Publisher Description:
Recent movements such as the Tea Party and anti-tax "constitutional conservatism" lay claim to the finance and taxation ideas of America's founders, but how much do we really know about the dramatic clashes over finance and economics that marked the founding of America? Dissenting from both right-wing claims and certain liberal preconceptions, Founding Finance brings to life the violent conflicts over economics, class, and finance that played directly, and in many ways ironically, into the hardball politics of forming the nation and ratifying the Constitution--conflicts that still continue to affect our politics, legislation, and debate today. Mixing lively narrative with fresh views of America's founders, William Hogeland offers a new perspective on America's economic infancy: foreclosure crises that make our current one look mild; investment bubbles in land and securities that drove rich men to high-risk borrowing and mad displays of ostentation before dropping them into debtors' prisons; depressions longer and deeper than the great one of the twentieth century; crony mercantilism, war profiteering, and government corruption that undermine any nostalgia for a virtuous early republic; and predatory lending of scarce cash at exorbitant, unregulated rates, which forced people into bankruptcy, landlessness, and working in the factories and on the commercial farms of their creditors.
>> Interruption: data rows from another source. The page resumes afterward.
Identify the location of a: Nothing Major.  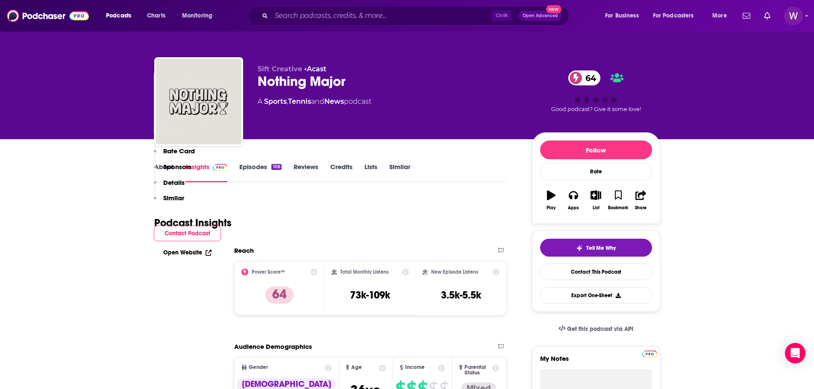
(199, 102).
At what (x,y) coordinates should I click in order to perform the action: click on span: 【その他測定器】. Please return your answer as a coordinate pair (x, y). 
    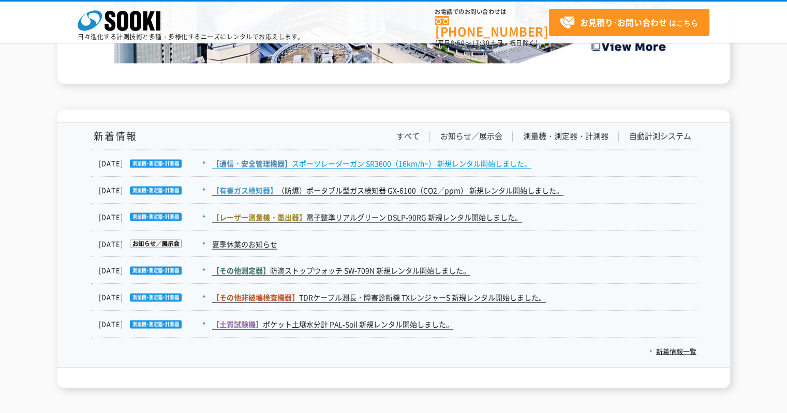
    Looking at the image, I should click on (241, 270).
This story exposes and corrects a perpetual historical denial--by movements across the political spectrum--of America's all-important founding economic clashes, a denial that weakens and cheapens public discourse on American finance just when we need it most.

Contributor Bio(s): Hogeland, William: - William Hogeland writes and speaks on startling connections between American history and today’s political and cultural struggles. He is the author of the critically acclaimed narrative histories Declaration and The Whiskey Rebellion, as well as a collection of essays, Inventing American History. His articles have appeared in the New York Times, Atlantic, American History Magazine, Boston Review, Salon, Huffington Post, and elsewhere. He has also appeared on CBS’s Good Morning, America, PBS’s History Detectives, and C-SPAN’s Book TV.